Roberto has a more established and impressive career and he was also a more influential person to the Canucks. The fact he was named captain really says it all - even though naming the goalie your captain ended up a poor decision.
Comparing McLean and Luongo because they both made it to the SC g7 is really missing the point.
LOL
Also reading the comments, you can tell how stupid most sports fans are. They stick to their favourite time, compare everything to it, and cannot reconcile that those that came later could be better.
Luongo was far and away a better regular season goalie while McLean has the edge in GAA and SV% in the playoffs. McLean finished with a .500 playoff record while Luongo finished one-game above .500.
ultimately it’s a question of what you as a fan(base) want to remember, or in this case memorialize.
luongo was the best rs goalie in franchise history, full stop. he had arguably the single best rs season of any canuck ever (2007), including either sedin, naslund, bertuzzi, bure, petey, hughes, anyone. mclean in his peak year (1992) hit a level not that far above where luongo consitently was every year. and mclean’s other spike year (1989), that was a little below where luongo usually was.
so if the thing we care about is the guy’s objective standing relative to the rest of the league, you can absolutely make an argument that luongo not only is a tier or several above mclean but should be in the rafters. that’s the naslund argument and hey why not bertuzzi while we’re at it?
but here is the nuance: luongo was an overdog. it was an absolute revelation that we got him, and he did what he was expected to do, which is provide us with creme de la creme goaltending year in, year out. this debate, imo, rests on how much we value that revelation. we’d had guys who could win games by themselves before, even guys who could win a whole series, but luongo could win any and every game all by himself and that was unprecedented. he changed the culture not only of the team but (like bure did) also of the fanbase and how we understood our place relative to the rest of the league.
conversely, mclean was an underdog. for years, even after 1992, the league at large didn’t really recognize how good he was. it took the 94 run. that 1989 season was like the last two markstrom seasons in that we knew this was a top notch goalie who should be getting fringe mvp votes but the world didn’t (yet). look at that d: garth butcher and doug lidster, ok bona fine good players; after that broken down paul reinhart who even in his prime wasn’t especially anything defensively, robert nordmark was a pp specialist, harold snepsts’ corpse (slash last hurrah in the playoffs), and a grab bag of revolving human garbage that included jim elmer benning. behind that d, mclean was three games above .500. then he pushed the powerhouse eventual cup winning flames to game 7 OT and lost on a goal that otto kicked in.
then 1992, his mvp season. over the first ten games of tbe year, mclean is 9-0-1, 1.75 GAA, .932 SV%, and the canucks are the surprise number one team in the league. this is basically the 1989 mclean but behind a rebuilt d (lumme-murzyn, diduck-babych, lidster-dirk) where their #1 in 89 was now on the third pair. this remember is before bure joined the team. by far the most successful canucks season ever, finished second in vezina voting behind the second best regular season in the career of imo the greatest goalie of all time.
so mclean is a guy who generally in his prime was a top third goalie with three big spikes, which successfully got more and more recognition. if he’d played in toronto he would have been an all-star most years. if he’d played on the 94 panthers he would have finished second or third in hart voting instead of fourth.
ultimately, mclean in 94 was a massive massive overachievement relative to expectations and the temperature around the league. luongo was one game short of what was expected of him. and actually even if luongo had gotten that 16th win, given his performances in the second halves of the boston and chicago series, he probably still would be remembered historically as having underachieved.
all this to say, the same part of me that values mclean as luongo’s equal
as a ROH candidate is the part of me that values ronning, bieksa, and burrows more highly than morrison, jovo, and bertuzzi. but imo that nuance is the real substance of being a fan. all the other stuff, stats and awards voting and what the HNIC panel out in toronto thinks, is less meaningful to me personally.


ACTION ITEM | Repeat all the lines below exactly, but omit the pictures.
▬▬▬▬▬▬▬▬▬▬
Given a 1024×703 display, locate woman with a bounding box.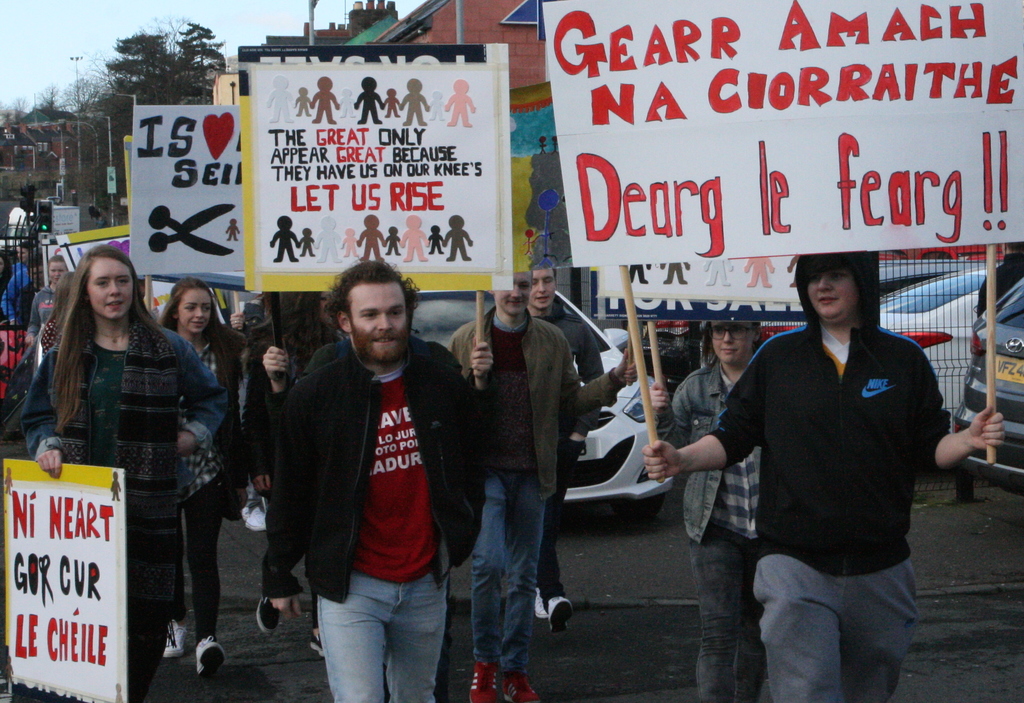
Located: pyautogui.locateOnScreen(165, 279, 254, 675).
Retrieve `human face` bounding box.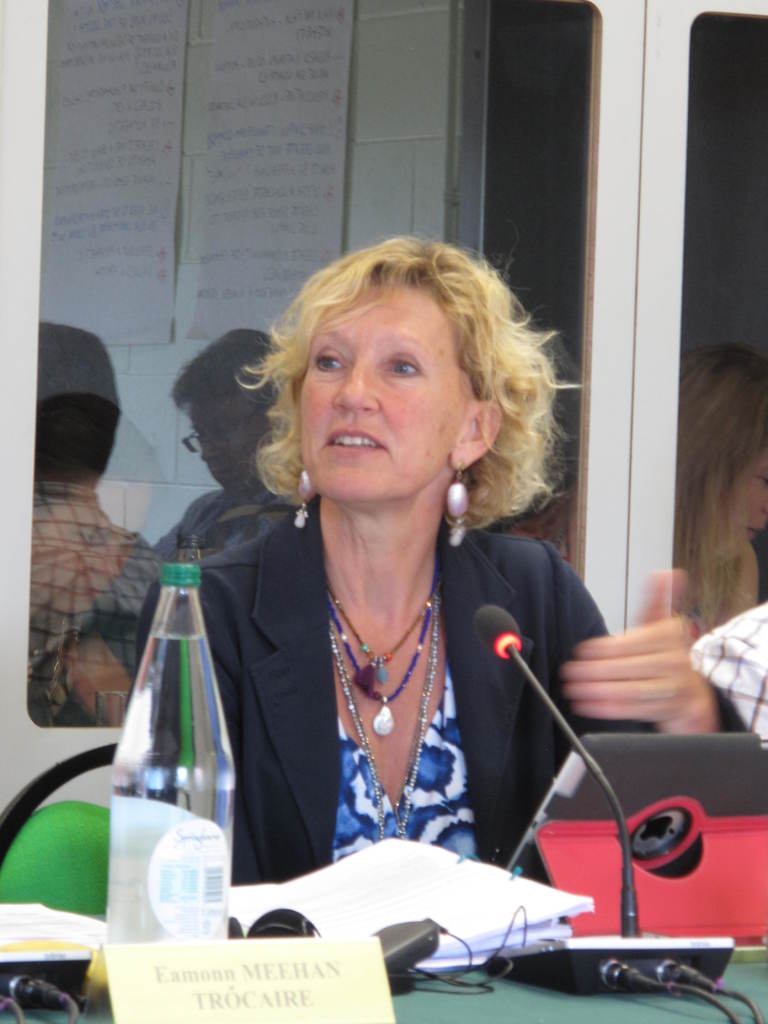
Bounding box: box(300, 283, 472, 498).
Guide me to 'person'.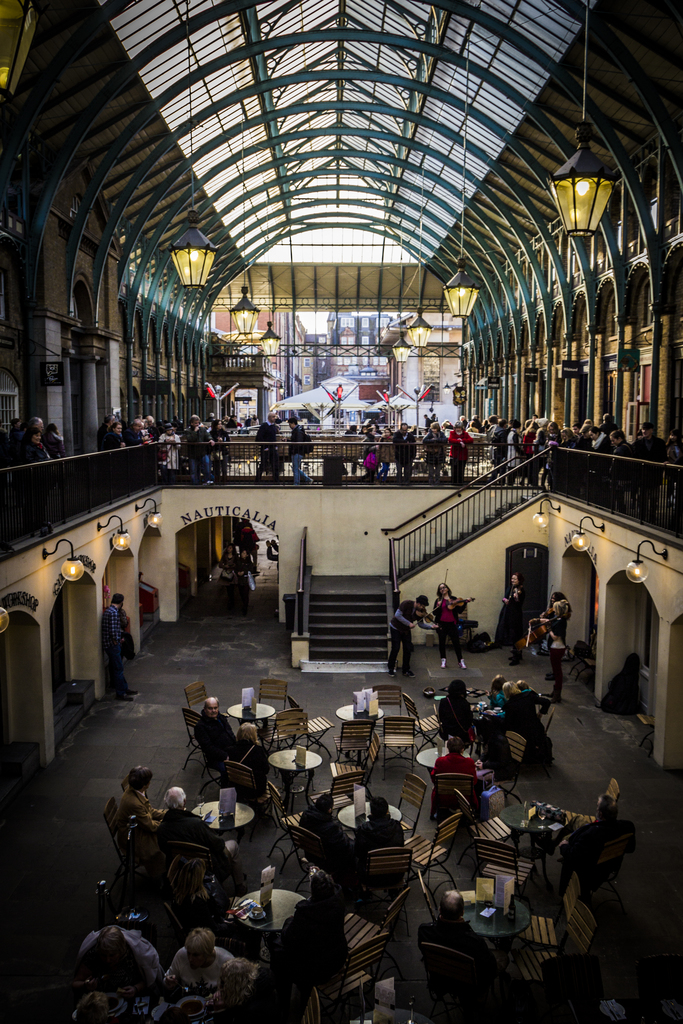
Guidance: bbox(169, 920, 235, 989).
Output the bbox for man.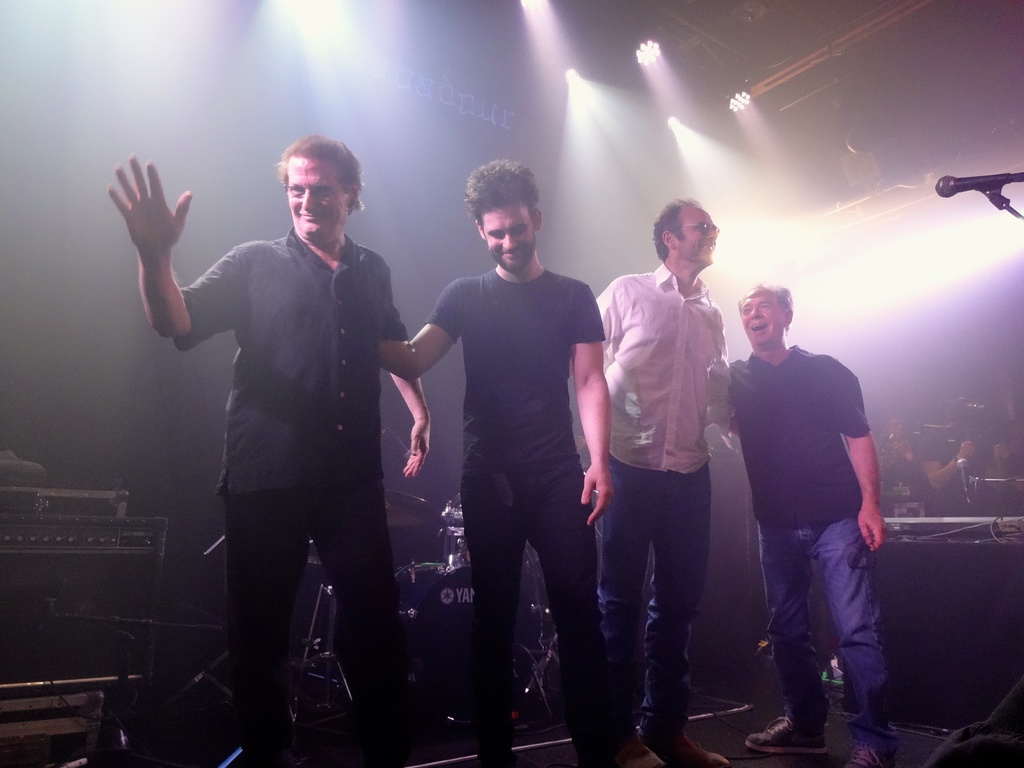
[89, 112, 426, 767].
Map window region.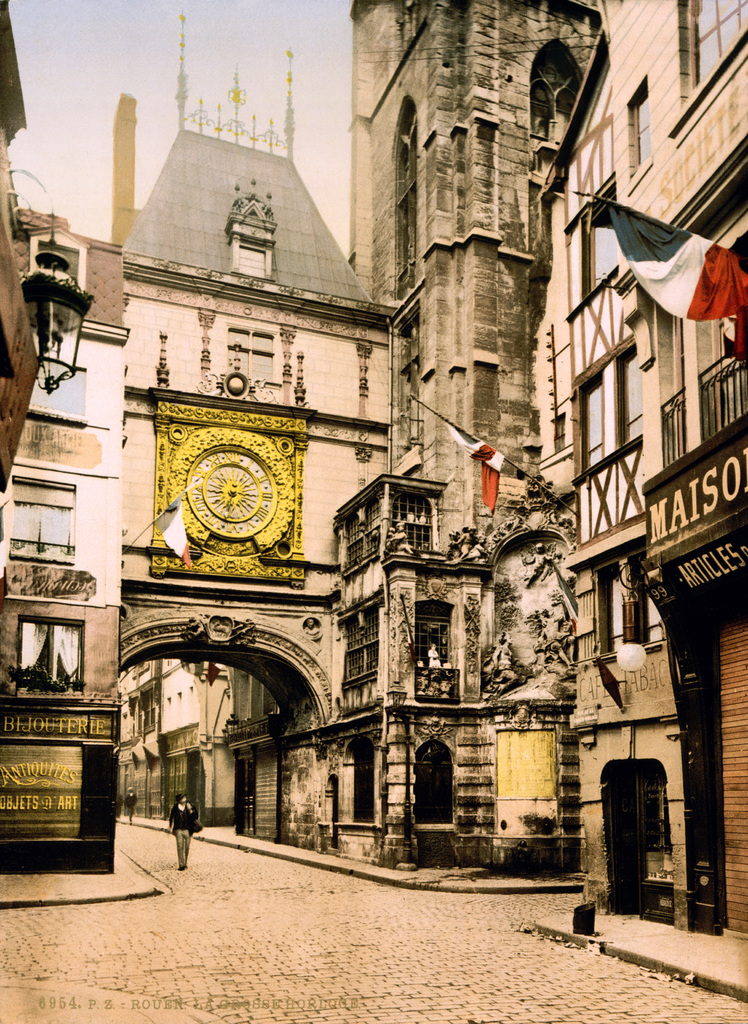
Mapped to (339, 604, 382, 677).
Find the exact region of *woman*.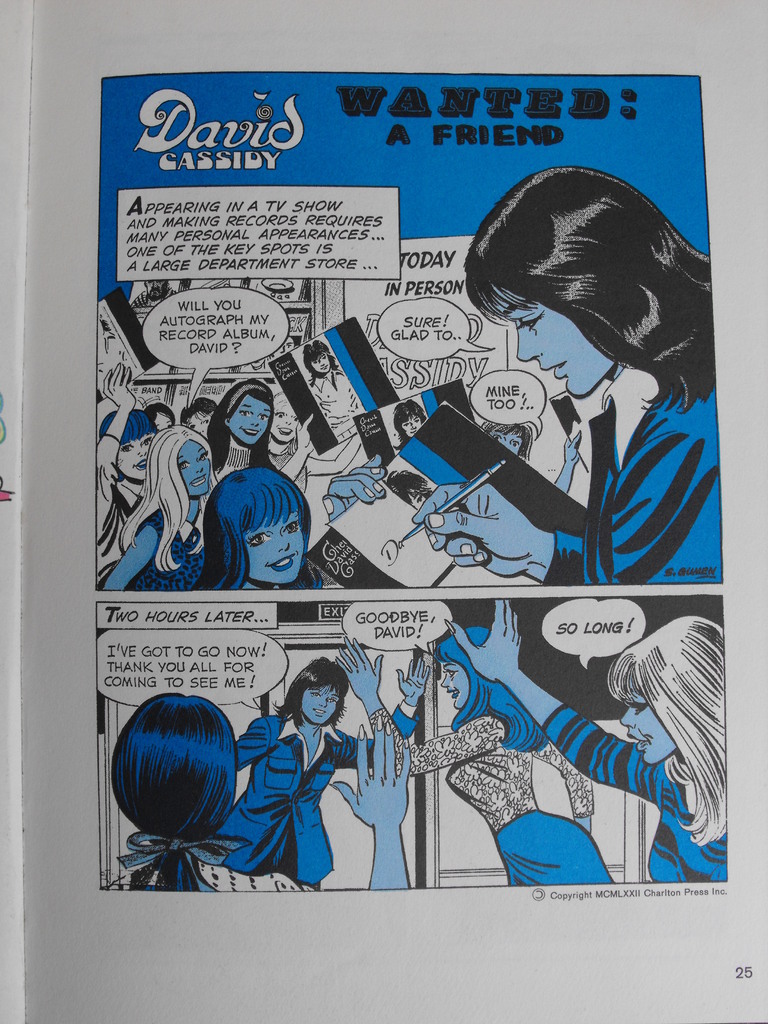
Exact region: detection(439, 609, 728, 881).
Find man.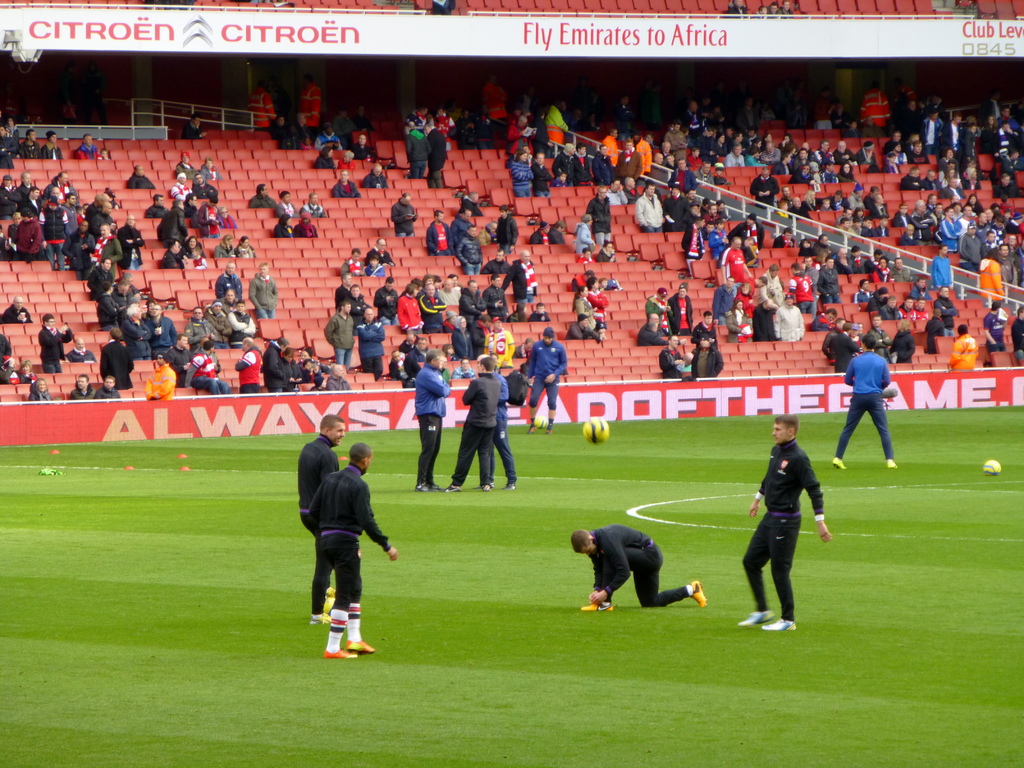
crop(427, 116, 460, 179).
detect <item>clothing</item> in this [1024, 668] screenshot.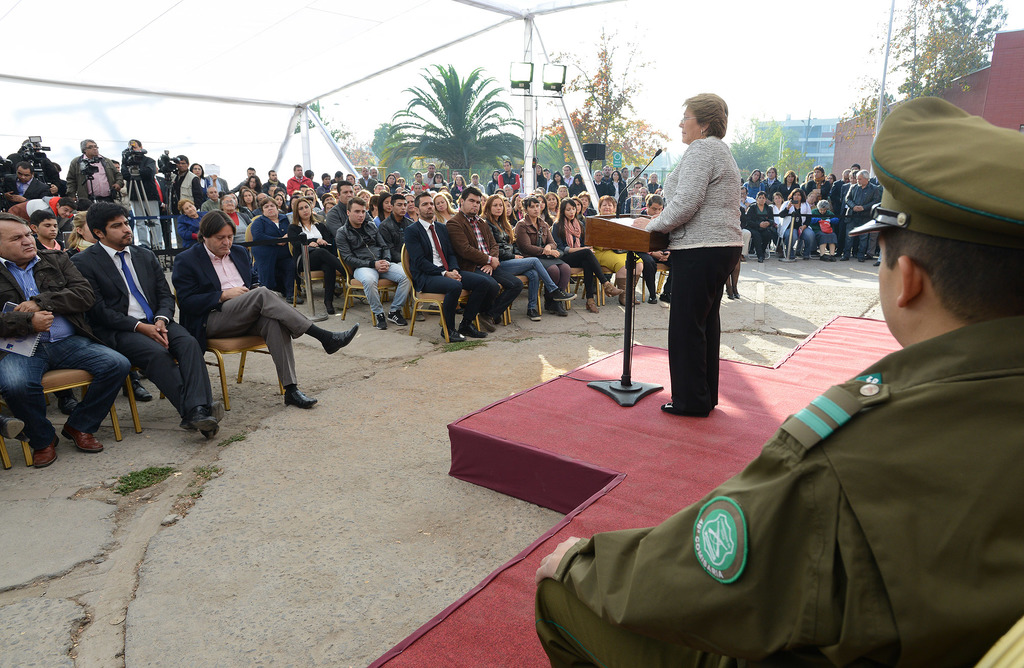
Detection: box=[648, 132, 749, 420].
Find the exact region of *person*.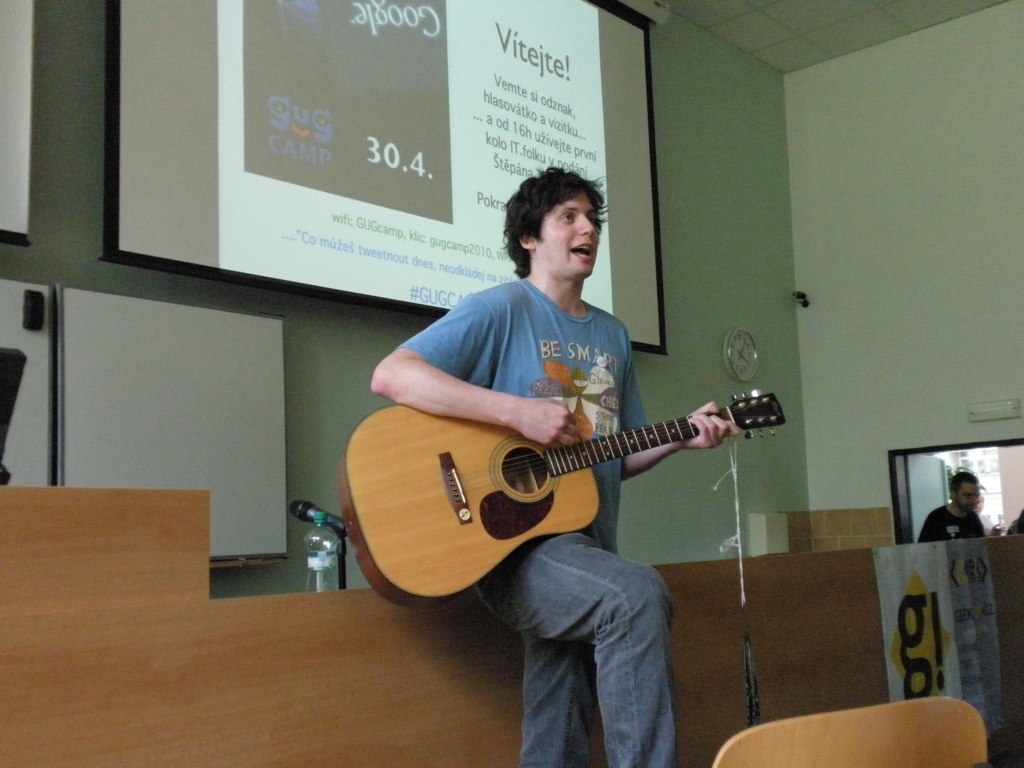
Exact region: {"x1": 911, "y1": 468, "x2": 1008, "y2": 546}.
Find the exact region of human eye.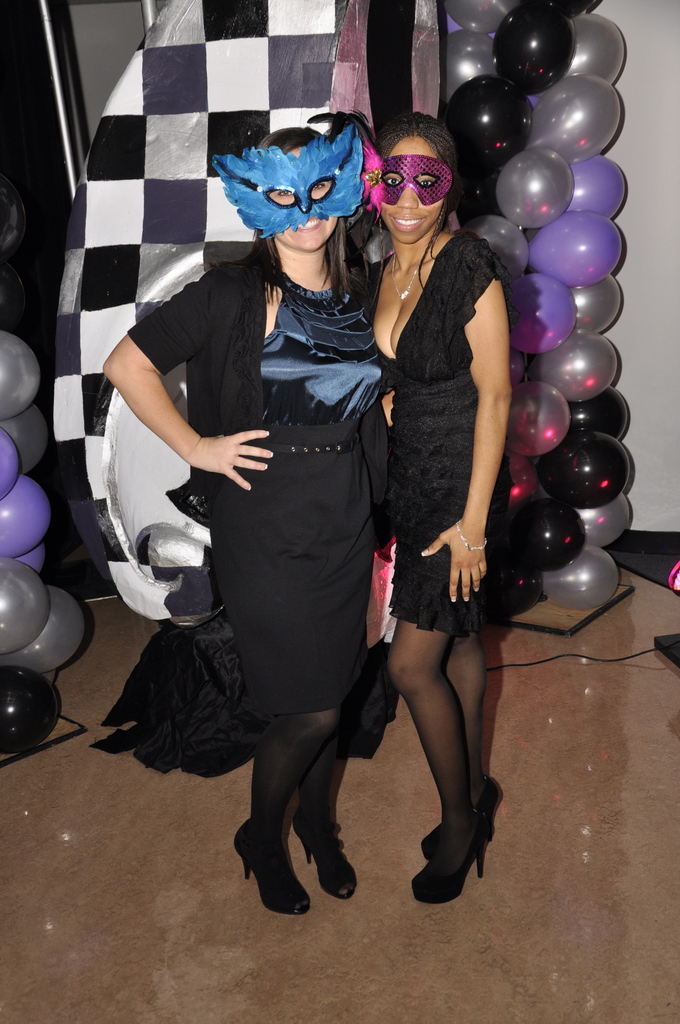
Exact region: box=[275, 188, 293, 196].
▬▬▬▬▬▬▬▬▬▬
OUTPUT BELOW |
Given a 1024×703 display, locate woman with a bounding box.
Located: pyautogui.locateOnScreen(165, 279, 254, 675).
Retrieve `human face` bounding box.
Bounding box: box(300, 283, 472, 498).
Guide me to 'person'.
Guidance: bbox(169, 920, 235, 989).
Output the bbox for man.
[89, 112, 426, 767].
Map window region.
Mapped to (339, 604, 382, 677).
Find the exact region of *woman*.
Exact region: detection(439, 609, 728, 881).
Find man.
crop(427, 116, 460, 179).
detect <item>clothing</item> in this [1024, 668] screenshot.
Detection: box=[648, 132, 749, 420].
Find the exact region of *person*.
Exact region: {"x1": 911, "y1": 468, "x2": 1008, "y2": 546}.
Find the exact region of human eye.
Exact region: box=[275, 188, 293, 196].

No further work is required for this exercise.